Perhaps the most unusual event in Mobile’s calendar of Mardi Gras activities is the “Joe Cain Procession,” which traditionally takes place on the Sunday before Mardi Gras Tuesday. The parade is named after the Confederate veteran and town clerk who is credited with reviving Mardi Gras here after the celebration died out during the Civil War.

On Mardi Gras Tuesday of 1866, Cain dressed up as the Chickasaw Indian Chief Slacabamorinico and drove through the Union-occupied streets of Mobile in a fancily decorated charcoal wagon, accompanied by half a dozen fellow Confederate veterans.

Cain’s choice of Slacabamorinico (pronounced SLACK-uh-BAM-uh-REHN-ick-KOH) was a subtle gesture of defiance toward Mobile’s Yankee conquerors. “The Chickasaws had never surrendered nor had they ever been defeated,” notes Edward Ladd, president of the Mobile Carnival Assn., which coordinates the town’s Mardi Gras festivities.

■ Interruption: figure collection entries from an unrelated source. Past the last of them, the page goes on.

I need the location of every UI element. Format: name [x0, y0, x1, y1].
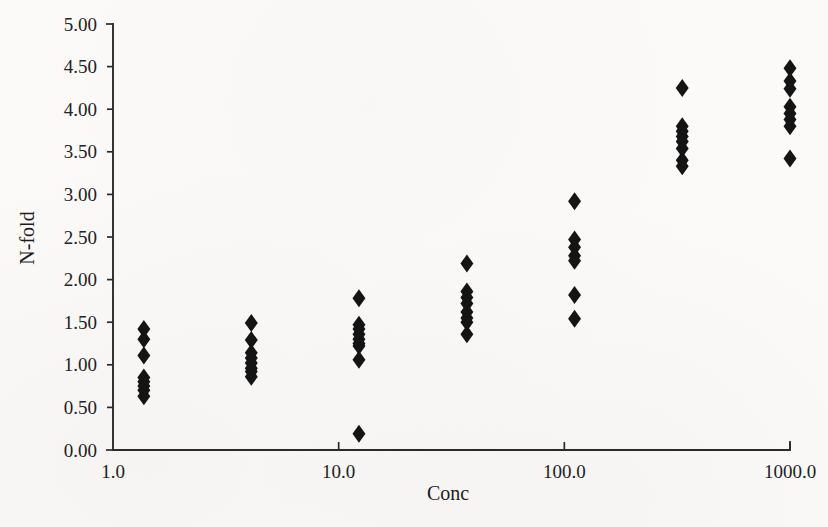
data-point-marker [137, 346, 150, 364]
data-point-marker [352, 289, 365, 307]
data-point-marker [568, 286, 581, 304]
data-point-marker [676, 79, 689, 97]
data-point-marker [352, 351, 365, 369]
y-axis-title: N-fold [16, 211, 38, 264]
y-tick-label: 0.50 [64, 397, 97, 418]
y-tick-label: 1.50 [64, 312, 97, 333]
x-tick-label: 1000.0 [764, 461, 816, 482]
x-tick-label: 1.0 [101, 461, 125, 482]
data-point-marker [245, 314, 258, 332]
x-tick-label: 100.0 [543, 461, 586, 482]
data-point-marker [352, 425, 365, 443]
data-point-marker [568, 192, 581, 210]
data-point-marker [568, 310, 581, 328]
x-tick-label: 10.0 [322, 461, 355, 482]
y-tick-label: 4.50 [64, 56, 97, 77]
x-axis-title: Conc [427, 482, 469, 504]
data-point-marker [784, 150, 797, 168]
y-tick-label: 4.00 [64, 99, 97, 120]
y-tick-label: 2.00 [64, 269, 97, 290]
data-points-layer [137, 59, 796, 443]
y-tick-label: 3.00 [64, 184, 97, 205]
data-point-marker [460, 254, 473, 272]
scatter-plot-figure: 0.000.501.001.502.002.503.003.504.004.50… [0, 0, 828, 527]
y-tick-label: 3.50 [64, 141, 97, 162]
y-tick-label: 5.00 [64, 14, 97, 35]
plot-canvas: 0.000.501.001.502.002.503.003.504.004.50… [0, 0, 828, 527]
y-axis: 0.000.501.001.502.002.503.003.504.004.50… [64, 14, 120, 461]
data-point-marker [460, 325, 473, 343]
data-point-marker [137, 330, 150, 348]
y-tick-label: 2.50 [64, 227, 97, 248]
x-axis: 1.010.0100.01000.0 [101, 441, 816, 482]
y-tick-label: 1.00 [64, 354, 97, 375]
y-tick-label: 0.00 [64, 440, 97, 461]
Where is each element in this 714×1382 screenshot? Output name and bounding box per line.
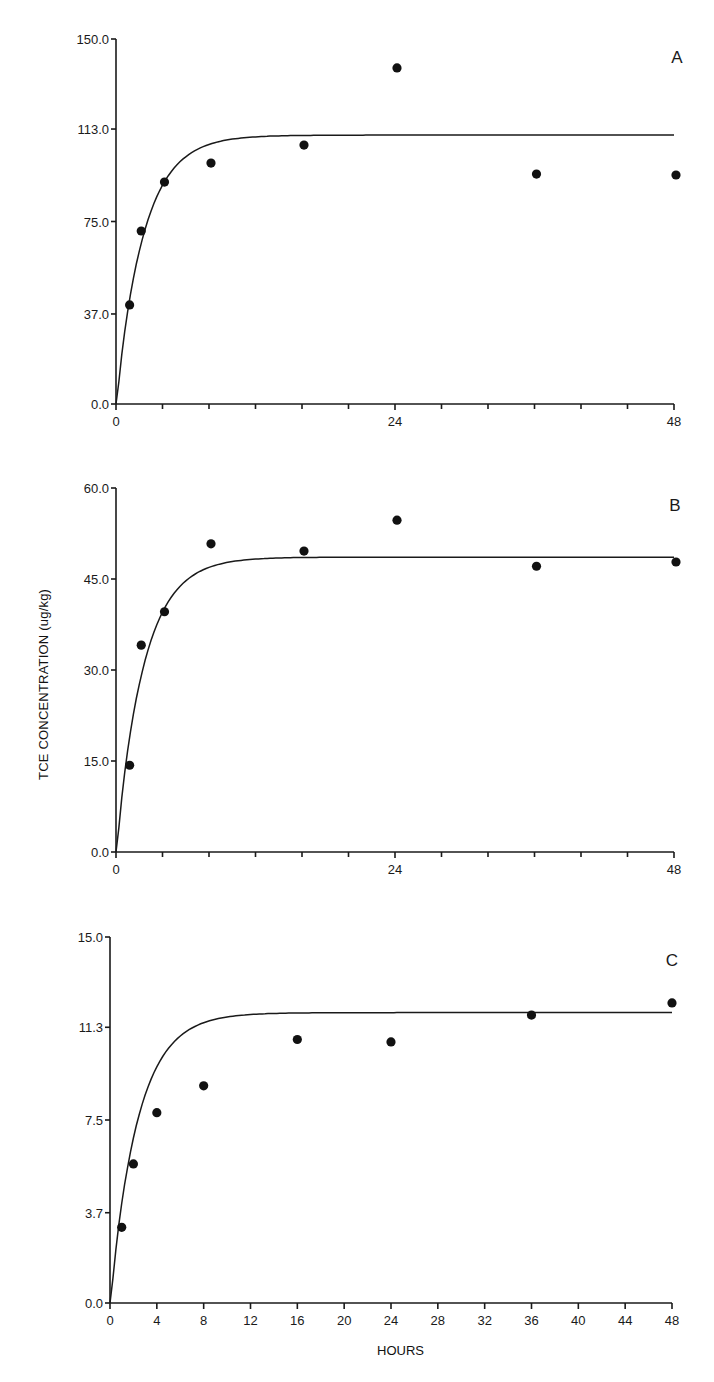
data-point bbox=[386, 1037, 395, 1046]
x-tick-label: 36 bbox=[524, 1313, 538, 1328]
data-point bbox=[299, 140, 308, 149]
data-point bbox=[129, 1159, 138, 1168]
y-tick-label: 7.5 bbox=[85, 1113, 103, 1128]
data-point bbox=[392, 516, 401, 525]
x-tick-label: 24 bbox=[384, 1313, 398, 1328]
data-point bbox=[206, 159, 215, 168]
x-tick-label: 0 bbox=[106, 1313, 113, 1328]
y-axis-title: TCE CONCENTRATION (ug/kg) bbox=[36, 589, 51, 780]
y-tick-label: 0.0 bbox=[91, 397, 109, 412]
data-point bbox=[527, 1010, 536, 1019]
x-tick-label: 48 bbox=[667, 862, 681, 877]
data-point bbox=[299, 546, 308, 555]
y-tick-label: 15.0 bbox=[78, 930, 103, 945]
data-point bbox=[532, 169, 541, 178]
y-tick-label: 75.0 bbox=[84, 215, 109, 230]
x-tick-label: 20 bbox=[337, 1313, 351, 1328]
data-point bbox=[137, 641, 146, 650]
x-tick-label: 8 bbox=[200, 1313, 207, 1328]
data-point bbox=[160, 177, 169, 186]
x-tick-label: 28 bbox=[431, 1313, 445, 1328]
x-tick-label: 4 bbox=[153, 1313, 160, 1328]
y-tick-label: 11.3 bbox=[79, 1020, 103, 1035]
x-tick-label: 44 bbox=[618, 1313, 632, 1328]
data-point bbox=[671, 170, 680, 179]
data-point bbox=[293, 1035, 302, 1044]
data-point bbox=[125, 761, 134, 770]
data-point bbox=[532, 562, 541, 571]
panel-label: B bbox=[669, 496, 680, 515]
data-point bbox=[137, 226, 146, 235]
panel-label: C bbox=[666, 951, 678, 970]
model-fit-curve bbox=[110, 1013, 672, 1303]
data-point bbox=[152, 1108, 161, 1117]
model-fit-curve bbox=[116, 557, 674, 852]
data-point bbox=[392, 63, 401, 72]
x-tick-label: 40 bbox=[571, 1313, 585, 1328]
y-tick-label: 60.0 bbox=[84, 481, 109, 496]
y-tick-label: 3.7 bbox=[85, 1206, 103, 1221]
panel-a: 0.037.075.0113.0150.002448A bbox=[76, 32, 683, 429]
x-tick-label: 0 bbox=[112, 414, 119, 429]
model-fit-curve bbox=[116, 135, 674, 404]
x-tick-label: 48 bbox=[667, 414, 681, 429]
x-tick-label: 24 bbox=[388, 862, 402, 877]
y-tick-label: 37.0 bbox=[84, 307, 109, 322]
data-point bbox=[206, 539, 215, 548]
data-point bbox=[160, 607, 169, 616]
y-tick-label: 15.0 bbox=[84, 754, 109, 769]
data-point bbox=[667, 998, 676, 1007]
y-tick-label: 150.0 bbox=[76, 32, 109, 47]
panel-b: 0.015.030.045.060.002448B bbox=[84, 481, 682, 877]
y-tick-label: 0.0 bbox=[85, 1296, 103, 1311]
y-tick-label: 113.0 bbox=[77, 122, 109, 137]
x-axis-title: HOURS bbox=[377, 1343, 424, 1358]
figure: 0.037.075.0113.0150.002448A 0.015.030.04… bbox=[0, 0, 714, 1382]
y-tick-label: 45.0 bbox=[84, 572, 109, 587]
panel-label: A bbox=[671, 48, 683, 67]
data-point bbox=[671, 557, 680, 566]
x-tick-label: 48 bbox=[665, 1313, 679, 1328]
x-tick-label: 16 bbox=[290, 1313, 304, 1328]
x-tick-label: 12 bbox=[243, 1313, 257, 1328]
x-tick-label: 0 bbox=[112, 862, 119, 877]
data-point bbox=[125, 300, 134, 309]
chart-canvas: 0.037.075.0113.0150.002448A 0.015.030.04… bbox=[0, 0, 714, 1382]
y-tick-label: 30.0 bbox=[84, 663, 109, 678]
y-tick-label: 0.0 bbox=[91, 845, 109, 860]
x-tick-label: 24 bbox=[388, 414, 402, 429]
panel-c: 0.03.77.511.315.004812162024283236404448… bbox=[78, 930, 680, 1328]
x-tick-label: 32 bbox=[477, 1313, 491, 1328]
data-point bbox=[199, 1081, 208, 1090]
data-point bbox=[117, 1223, 126, 1232]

Cain died in 1904 in the nearby town of Bayou La Batre. But in the mid-1960s, his remains were moved to Mobile and an annual parade in his honor was begun. Traditionally led by the 106-year-old Excelsior Band and “Old Slac” himself in turkey-feather headdress and bear-fur skirt, the procession is a “people’s parade” that allows ordinary citizens to don masks, build homemade floats and parade through the streets.

The procession also ends up with a wide-open party that is a refreshing departure from the white-tie-and-tails, by-invitation-only balls put on by the more exclusive Mardi Gras societies.